The city of New York has requested that a judge dismiss a lawsuit filed by a group of FDNY chiefs against Fire Commissioner Laura Kavanagh.
The lawsuit, which alleges age discrimination, claims that senior fire officials were targeted due to their age.
The officials, aged between 54 and 62, filed the complaint in March 2023.
City attorney Hayley Bronner argued in Brooklyn Supreme Court that the complaint lacks evidence to show that the chiefs were specifically targeted because of their age.
Bronner stated: “There is nothing in the allegations that (the chiefs) were replaced by anyone younger or that they were targeted because of their age.”
Attorney Jim Walden, representing the FDNY chiefs, accused the city of downplaying the allegations by focusing on the lack of specificity in the complaint.
Walden said: “The story of this complaint, the arc of the behavior is a wide-ranging conspiracy that is one of the most detailed stories that I have ever seen in a complaint.”
The lawsuit, filed by Assistant Fire Chiefs Michael Gala, Joseph Jardin, Michael Massucci, Frank Leeb, EMS Computer Aided Dispatch Programming Manager Deputy Director Carla Murphy, and retired EMS Chief James Booth, claims that these senior officials faced harassment, demotion, and adverse actions due to their age.
Booth has been removed from the lawsuit as his claims exceeded the four-year statute of limitations.
The city maintains that the lawsuit includes allegations about other FDNY employees to strengthen the age discrimination argument but does not provide direct evidence of discrimination.
The city attorney argued: “It is not enough for the plaintiff to say: I belong to a protected class; something bad happened to me at work; therefore, it must have occurred because I belong to a protected class.”
Walden disagreed, stating that the allegations show a consistent pattern of discrimination against older members of the department.
He remarked: “We have 20 people all experiencing similar acts of adversity and discrimination.”
Judge Patria Frias-Colón is expected to decide on the city’s motion to dismiss the case in the coming weeks.
Over the past year, the judge has ordered some parts of the lawsuit to be removed, including allegations of fast-tracking fire inspections for businesses with ties to the Adams administration, as these did not relate directly to the ageism claims.
Outside the court, Walden called the city’s dismissal motion a “delay tactic” and expressed hope that the court would move forward with the discovery process.
He stated: “We’re hoping that the real takeaway here is not just that the complaint is upheld, which it should be, but that the court says ‘Enough is enough’ to the city and put us on a discovery schedule so we can find the actual underlying evidence.”
The FDNY has consistently labeled the chiefs’ lawsuit as “baseless” and an attempt to undermine the Fire Commissioner’s authority.
The lawsuit followed the demotion of Gala, Jardin, and Assistant Chief Fred Schaaf to deputy chief, which led to a protest by FDNY chiefs.
These chiefs requested demotion in rank and relocation out of department headquarters, but Kavanagh has not approved any of these requests.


» Assignment
Take the lines from the one containing "Identify the location of span: Kiddush" through the final line below and restate them exactly. Omit the pictures.

***** Input material

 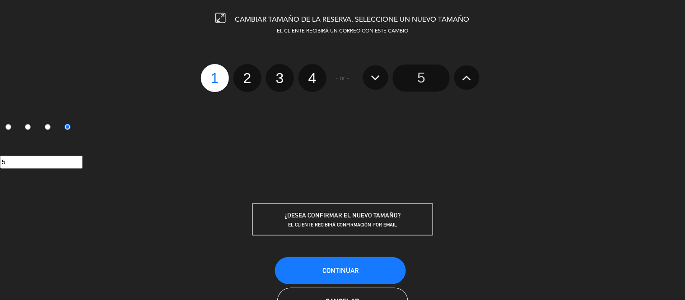 What do you see at coordinates (67, 127) in the screenshot?
I see `input: 4` at bounding box center [67, 127].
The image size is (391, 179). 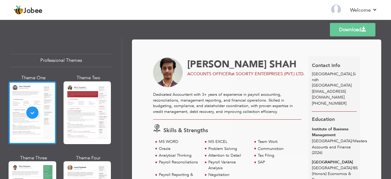 I want to click on a: Download, so click(x=353, y=30).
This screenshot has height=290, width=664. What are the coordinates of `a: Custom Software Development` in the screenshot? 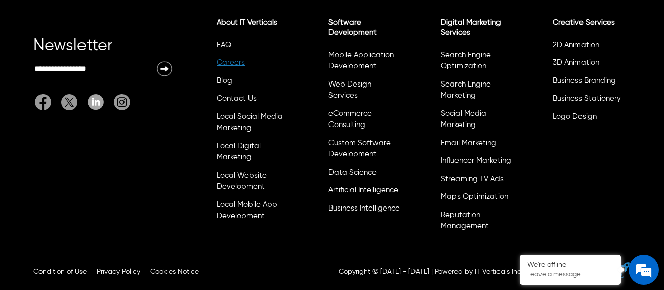 It's located at (359, 149).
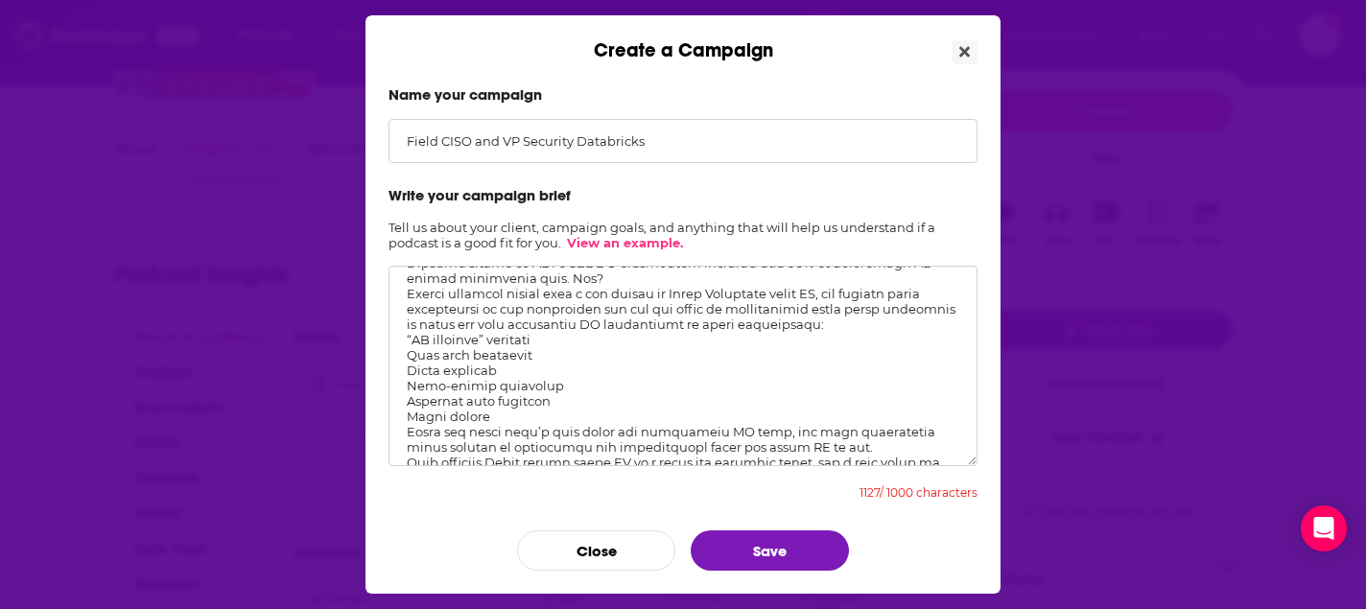 The image size is (1366, 609). Describe the element at coordinates (625, 243) in the screenshot. I see `a: View an example.` at that location.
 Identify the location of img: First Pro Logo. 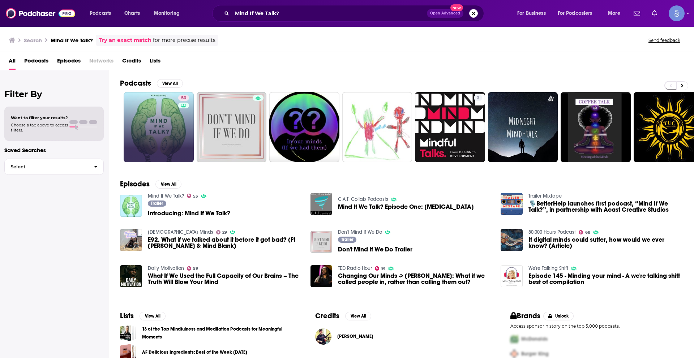
(514, 339).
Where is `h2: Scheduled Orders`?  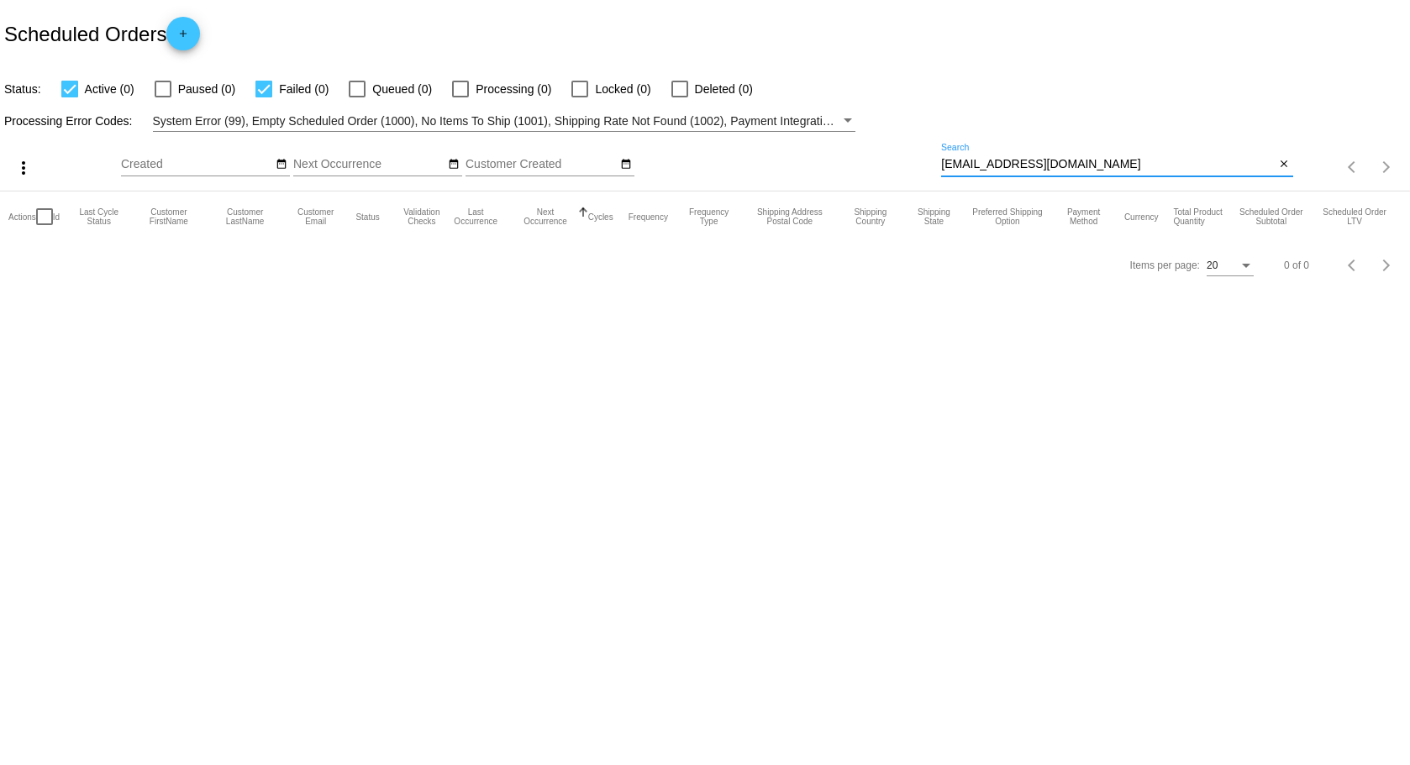 h2: Scheduled Orders is located at coordinates (102, 34).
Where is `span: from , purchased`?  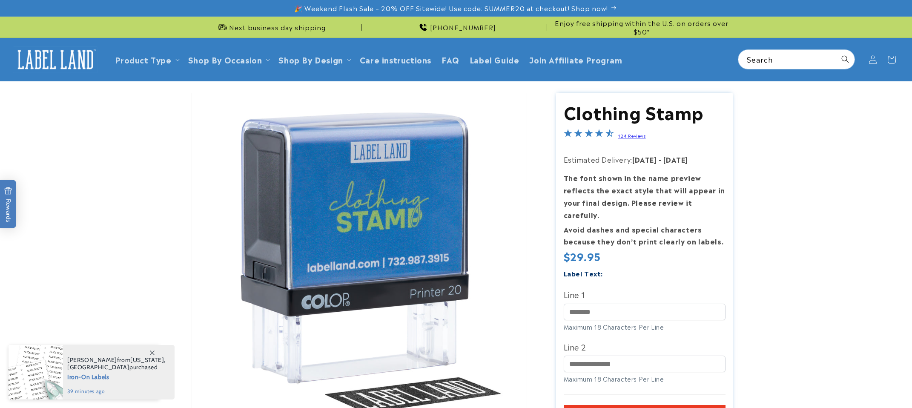 span: from , purchased is located at coordinates (116, 364).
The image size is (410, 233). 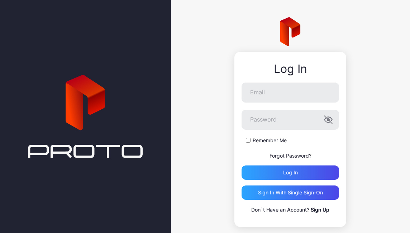 What do you see at coordinates (290, 193) in the screenshot?
I see `button: Sign in With Single Sign-On` at bounding box center [290, 193].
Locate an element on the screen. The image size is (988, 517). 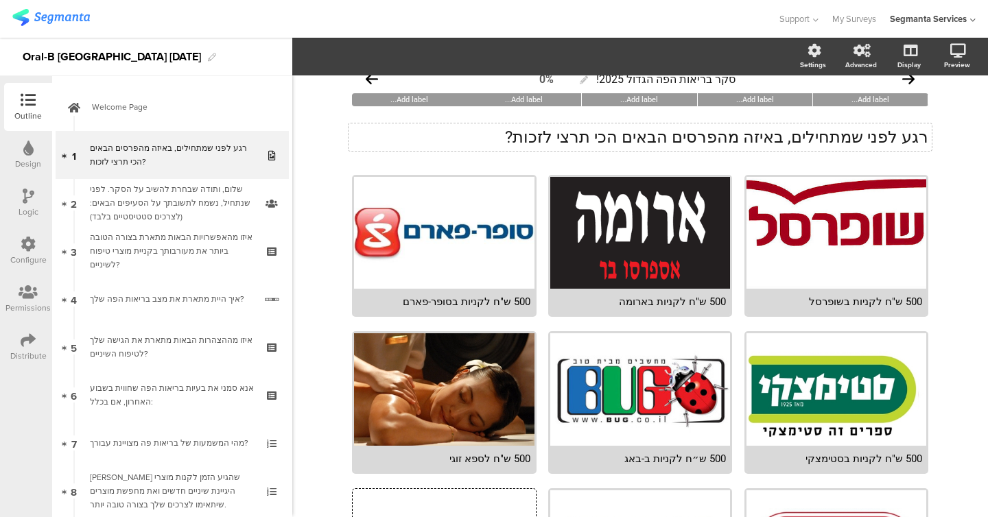
div: Outline is located at coordinates (28, 116).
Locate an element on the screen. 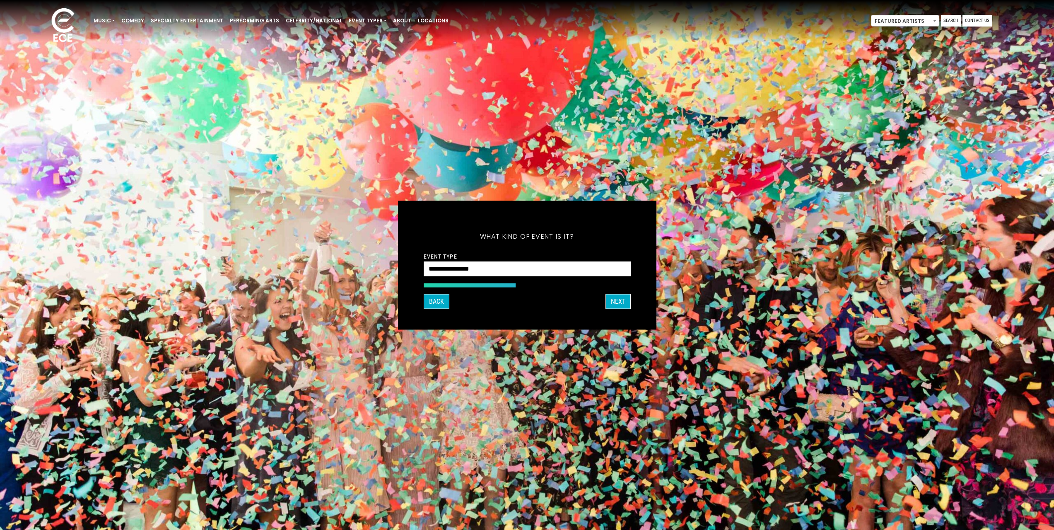 The image size is (1054, 530). a: Search is located at coordinates (951, 21).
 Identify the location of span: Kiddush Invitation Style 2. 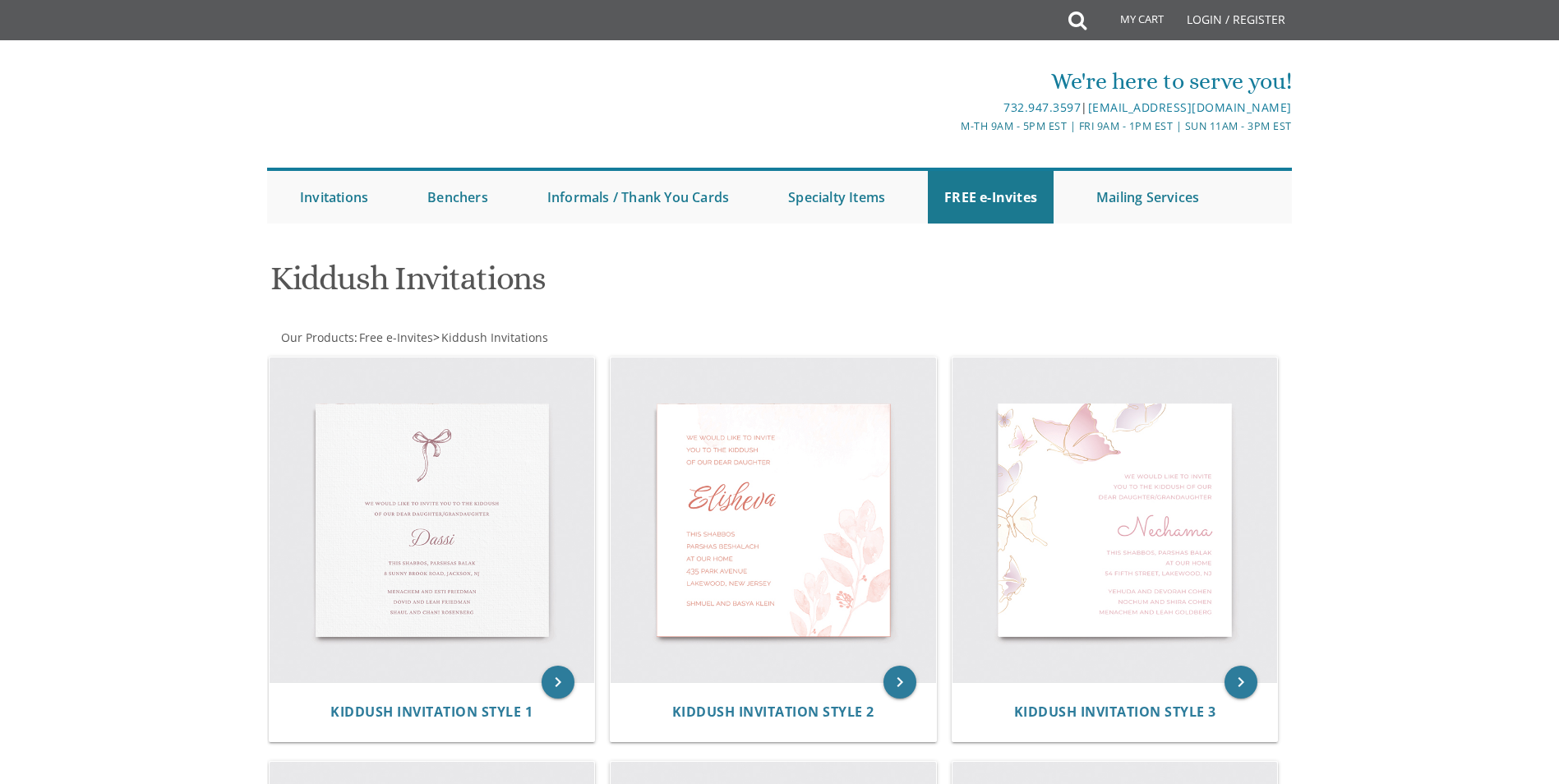
(773, 712).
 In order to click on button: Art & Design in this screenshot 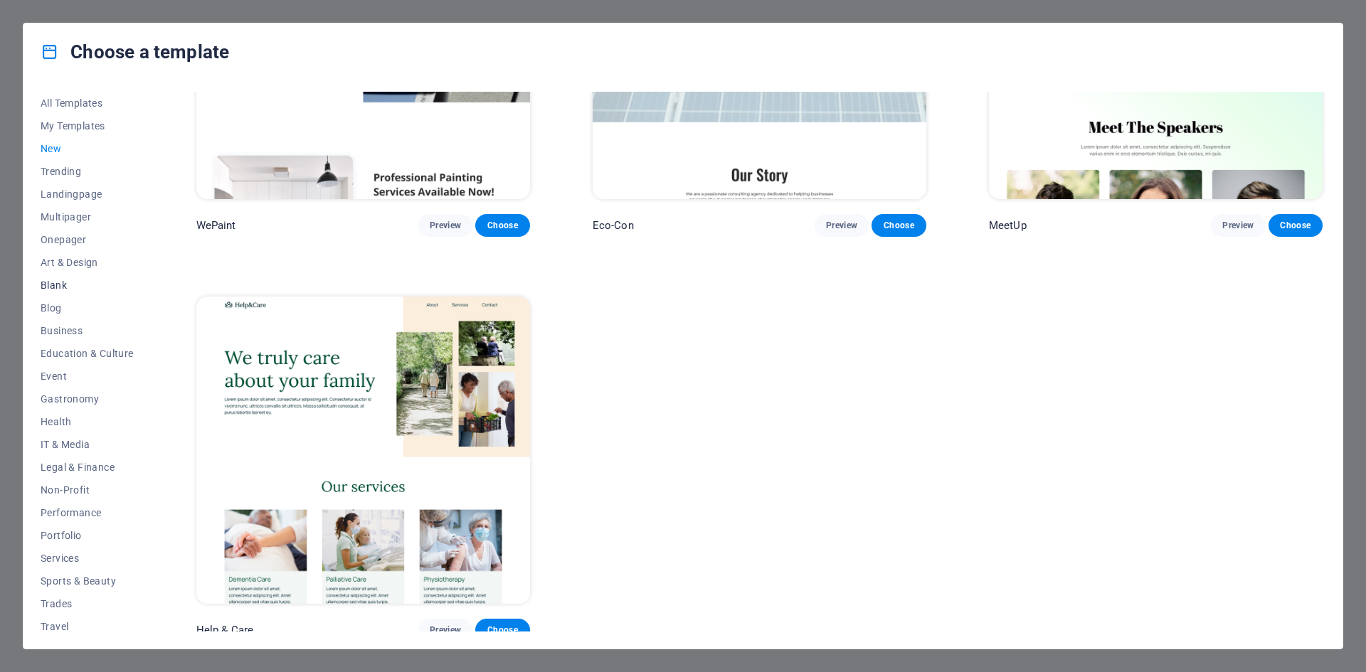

**********

» Answer for this exercise
 Identify the location of span: Kiddush Invitation Style 2. 
(773, 712).
 In order to click on button: Art & Design in this screenshot 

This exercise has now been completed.